Reflections and predictions on 2020 PHP changes, by Viktar Barysevich, Head of PHP at Godel Technologies.

1. What’s your perspective on the evolution of PHP since 2010?

The biggest evolution of the language in recent times was the release of PHP 7.0 in 2015 – before that the previous release was PHP 5.0 way back in 2004. A lot changed in those years and V7.0 was like a breath of fresh air to the development community. Prior to this, the main driver for the growth of the language was for the PHP community to watch how other languages were improving their own features, and try to implement these techniques in PHP. So with the release and improvements, it brought to the language we could start thinking critically and strategically on more ambitious plans for the future.

2. What should PHP teams do to stay ahead of the game?
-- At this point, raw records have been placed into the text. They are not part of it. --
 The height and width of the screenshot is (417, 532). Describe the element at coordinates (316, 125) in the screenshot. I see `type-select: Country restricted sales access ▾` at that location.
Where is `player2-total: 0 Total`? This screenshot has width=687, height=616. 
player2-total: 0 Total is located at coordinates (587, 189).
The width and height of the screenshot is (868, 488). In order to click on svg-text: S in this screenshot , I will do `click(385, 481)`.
We’ve come a long way so far! In 2010 if you were a developer with both front and back-end skills it was relatively easy to build a good online presence. However, today’s user experience standards mean we have to understand more fully the needs of the customers for back-end development work, and key skills are brought to the table by DevOps and front-end engineers. Still, the more you know, the better – and tools can be learned at any stage, but I would say that the core skills a PHP developer should learn to stay ahead of the game are;
• PHP 5.6+ (including 7.0+)
• Databases
• Docker
• Source control
• Any modern PHP framework (Laravel, Symfony)
• PHPDoc
• SOLID
• Unit Testing/Integration Testing
• Any popular change tracking system

2020 PHP FI

It’s our job as developers to learn new things every day – new tools, systems and wider processes for improving technology. A PHP developer shouldn’t constrain themselves to just the PHP stack because principles of other coding disciplines can be applied to core application development in PHP, ultimately improving code and experience quality.

3. Your biggest 2020 PHP prediction?

Godel’s PHP division was born 4 years ago, and the PHP language more than 20 years ago. Right now we know that next release (PHP v8.0) is planned for Q1 2020, which means that the language is evolving exponentially faster. Based on history I can predict that we will have two or three core releases (e.g. PHP 9.0, PHP 10.0 or better PHP X) in the next decade, to make it faster, flexible and more open for developers.

On the other hand, 10 years ago PHP 5.6 was released and we still have a lot of solutions and websites written in it. In order to move these existing applications into the future securely and effectively, developers have two choices – either move to another language or upgrade the existing one in the new PHP. If the language continues to improve along the trend line that’s been set since 2015, I believe that more development teams will take the second choice.

I would say that the craziest prediction would probably be the collective PHP community thinking about building a compiler to make deployment much faster. The open-source developer community has never been stronger and so, as a community, we can start contributing to such a project on a large scale.